**Task item**
Copy exactly the stretch of lines from the one holding "At what (x,y)" through the last line of the data below, inclusive. Leave out pictures.

Screenshot grounding data
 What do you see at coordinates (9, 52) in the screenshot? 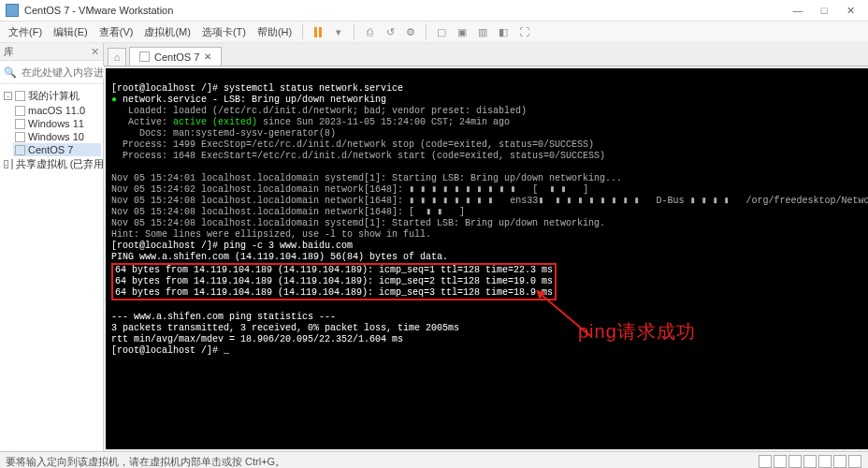
I see `sidebar-title: 库` at bounding box center [9, 52].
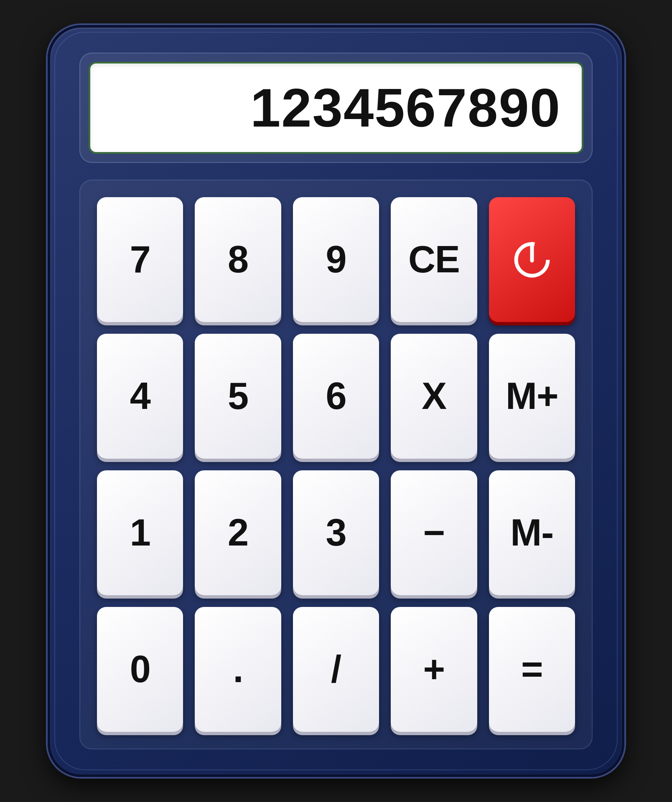  Describe the element at coordinates (336, 260) in the screenshot. I see `btn-9: 9` at that location.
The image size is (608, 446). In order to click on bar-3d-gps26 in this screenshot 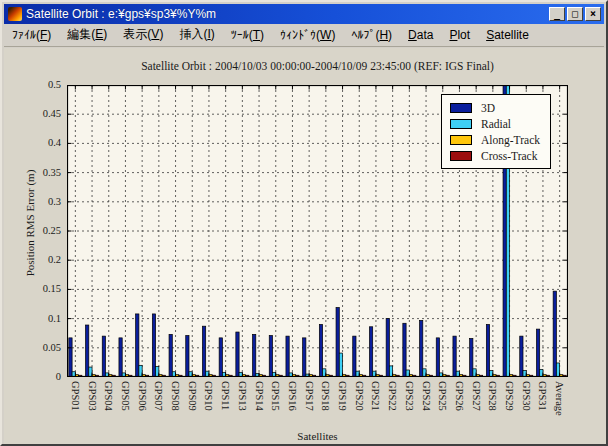, I will do `click(454, 356)`.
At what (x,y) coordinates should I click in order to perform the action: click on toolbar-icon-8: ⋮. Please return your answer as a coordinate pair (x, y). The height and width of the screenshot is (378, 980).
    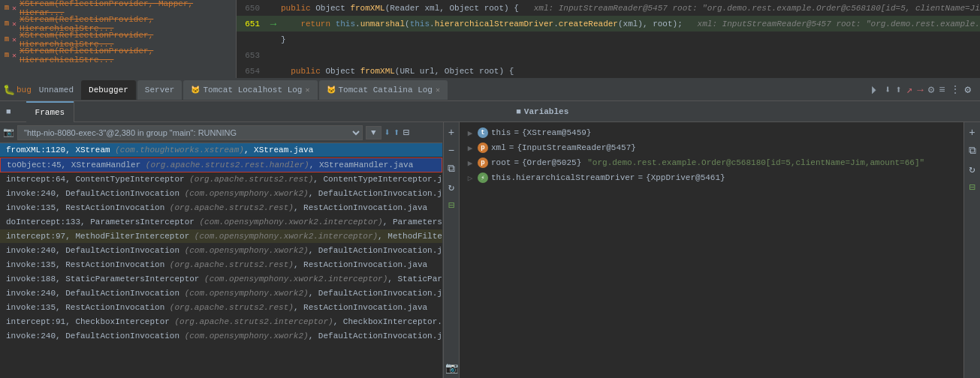
    Looking at the image, I should click on (955, 90).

**Written response**
At what (x,y) coordinates should I click in order to perform the action: click on toolbar-icon-8: ⋮. Please return your answer as a coordinate pair (x, y). The height and width of the screenshot is (378, 980).
    Looking at the image, I should click on (955, 90).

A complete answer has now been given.